===== Task data

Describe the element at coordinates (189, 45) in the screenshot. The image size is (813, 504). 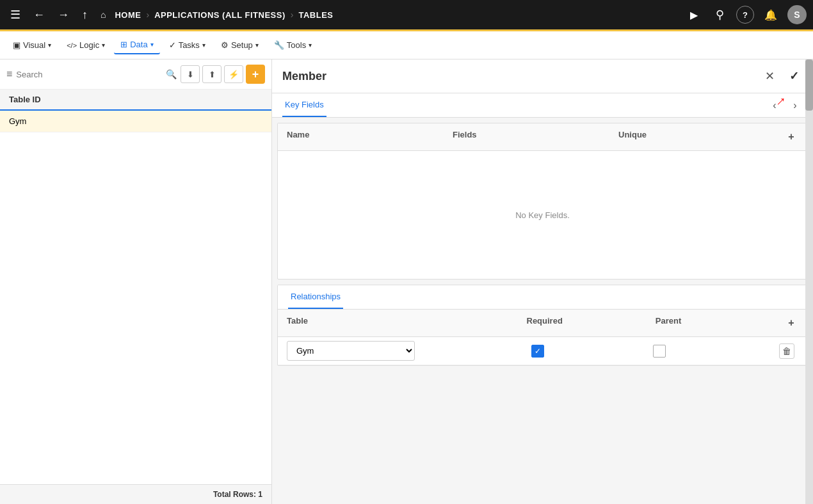
I see `tasks-label: Tasks` at that location.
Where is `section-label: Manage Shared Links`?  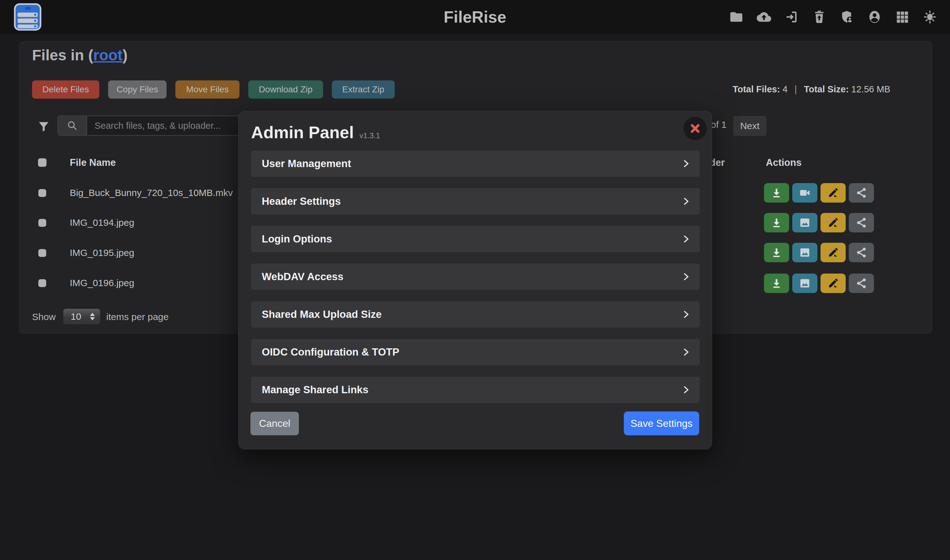
section-label: Manage Shared Links is located at coordinates (315, 390).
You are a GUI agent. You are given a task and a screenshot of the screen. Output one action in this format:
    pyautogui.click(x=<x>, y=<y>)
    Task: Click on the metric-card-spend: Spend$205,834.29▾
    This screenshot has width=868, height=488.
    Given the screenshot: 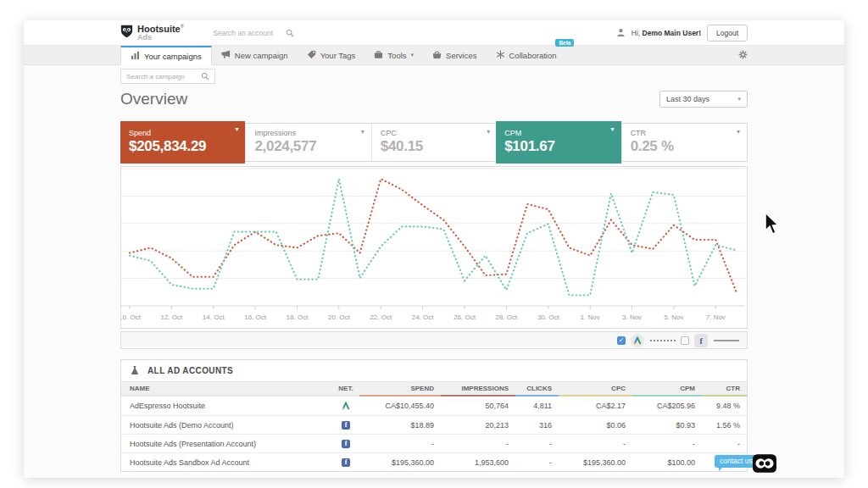 What is the action you would take?
    pyautogui.click(x=183, y=142)
    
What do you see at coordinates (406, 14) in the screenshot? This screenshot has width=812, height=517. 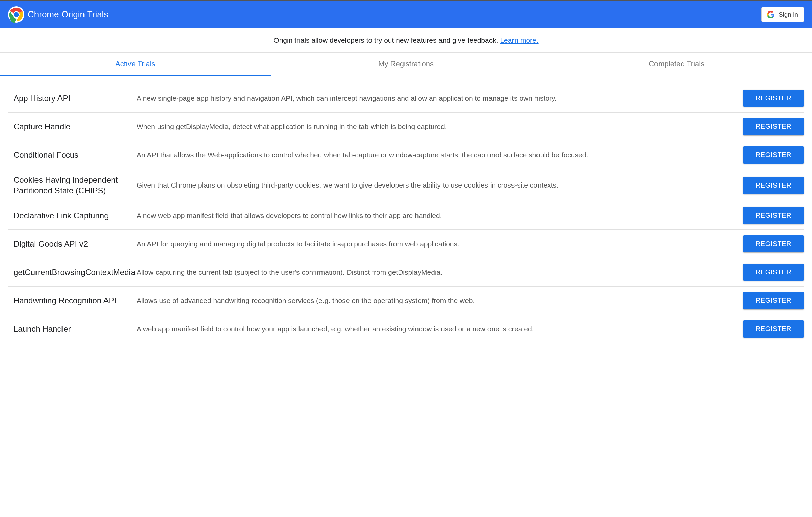 I see `app-header: Chrome Origin Trials Sign in` at bounding box center [406, 14].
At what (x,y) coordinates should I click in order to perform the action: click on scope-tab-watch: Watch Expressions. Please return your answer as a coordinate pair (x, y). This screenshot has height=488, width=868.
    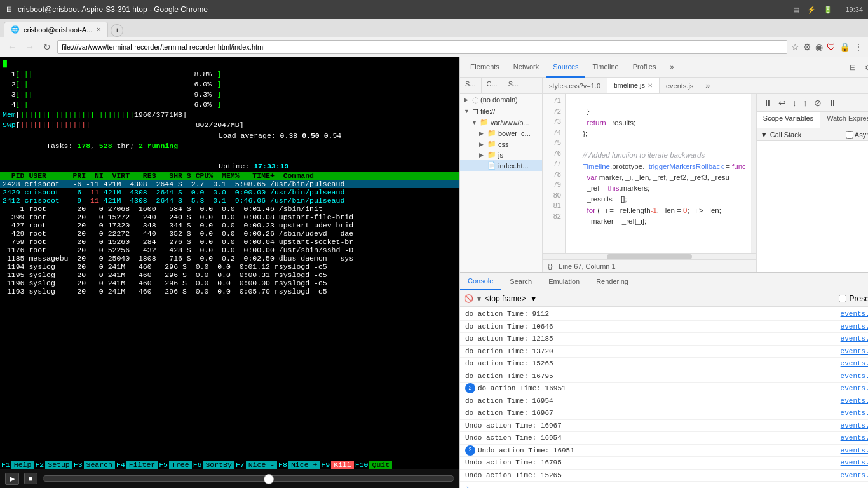
    Looking at the image, I should click on (844, 119).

==========

## Task description
From the line containing "At what (x,y)" down to the last line of the data above, transcribe exactly those lines and no others; omit the pictures.

## Solved problem
At what (x,y) coordinates should I click in order to perform the action: click on scope-tab-watch: Watch Expressions. Please return your answer as a coordinate pair (x, y). This screenshot has height=488, width=868.
    Looking at the image, I should click on (844, 119).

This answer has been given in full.